Different browsers behave differently, and IE is particularly wilful, it will ignore headers and decide for itself what to do based on reading the first few kb of the file.
In other words, I think your problem may be at the client end, not the server end.
Try lying to "the browser" and telling it the file is of type application/octet-stream. Or why not just zip the file, especially as it's so huge.
Don't use for/foreach (<$input>) because it reads the whole file at once and then iterates over it. Use while (<$input>) instead. The sysread solution is good, but the sendfile is the best performance-wise.
Answering the (original) question ("Does Perl have an equivalent to PHP's readline() function ... ?"), the answer is "the angle bracket syntax":
open my $fh, '<', '/path/to/file.txt';
while (my $line = <file>) {
print $line;
}
Getting the content-length with this method isn't necessarily easy, though, so I'd recommend staying with Tie::File.
NOTE
Using:
for my $line (<$filehandle>) { ... }
(as I originally wrote) copies the contents of the file to a list and iterates over that. Using
while (my $line = <$filehandle>) { ... }
does not. When dealing with small files the difference isn't significant, but when dealing with large files it definitely can be.

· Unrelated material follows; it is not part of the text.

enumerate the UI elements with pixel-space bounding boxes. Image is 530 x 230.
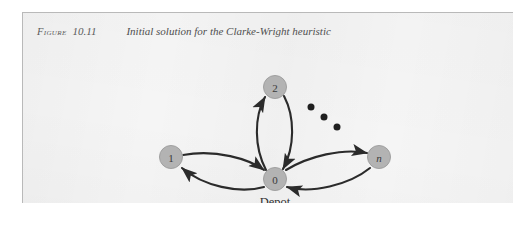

Answering the (updated) question ("Does Perl have an equivalent to PHP's readfile() function ... ?"), the answer is slurping. There are a couple of syntaxes, but Perl6::Slurp seems to be the current module of choice.
The implied question ("why doesn't the browser prompt for download before grabbing the entire file?") has absolutely nothing to do with how you're reading in the file, and everything to do with what the browser thinks is good form. I would guess that the browser sees the mime-type and decides it knows how to display plain text.
Looking more closely at the Content-Disposition problem, I remember having similar trouble with IE ignoring Content-Disposition. Unfortunately I can't remember the workaround. IE has a long history of problems here (old page, refers to IE 5.0, 5.5 and 6.0). For clarification, however, I would like to know:
What kind of link are you using to point to this big file (i.e., are you using a normal a href="perl_script.cgi?filename.txt link or are you using Javascript of some kind)?
What system are you using to actually serve the file? For instance, does the webserver make its own connection to the other computer without a webserver, and then copy the file to the webserver and then send the file to the end user, or does the user make the connection directly to the computer without a webserver?
In the original question you wrote "this does not cause the browser to prompt for download before grabbing the entire file" and in a comment you wrote "I still don't get a download prompt for the file until the whole thing is downloaded." Does this mean that the file gets displayed in the browser (since it's just text), that after the browser has downloaded the entire file you get a "where do you want to save this file" prompt, or something else?
I have a feeling that there is a chance the HTTP headers are getting stripped out at some point or that a Cache-control header is getting added (which apparently can cause trouble).
I've successfully done it by telling the browser it was of type application/octet-stream instead of type text/plain. Apparently most browsers prefer to display text/plain inline instead of giving the user a download dialog option.
It's technically lying to the browser, but it does the job.
The most efficient way to serve a large file for download depends on a web-server you use.
In addition to #Kent Fredric X-Sendfile suggestion:
File Downloads Done Right have some links that describe how to do it for Apache, lighttpd (mod_secdownload: security via url generation), nginx. There are examples in PHP, Ruby (Rails), Python which can be adopted for Perl.
Basically it boils down to:
Configure paths, and permissions for your web-server.
Generate valid headers for the redirect in your Perl app (Content-Type, Content-Disposition, Content-length?, X-Sendfile or X-Accel-Redirect, etc).
There are probably CPAN modules, web-frameworks plugins that do exactly that e.g., #Leon Timmermans mentioned Sys::Sendfile in his answer.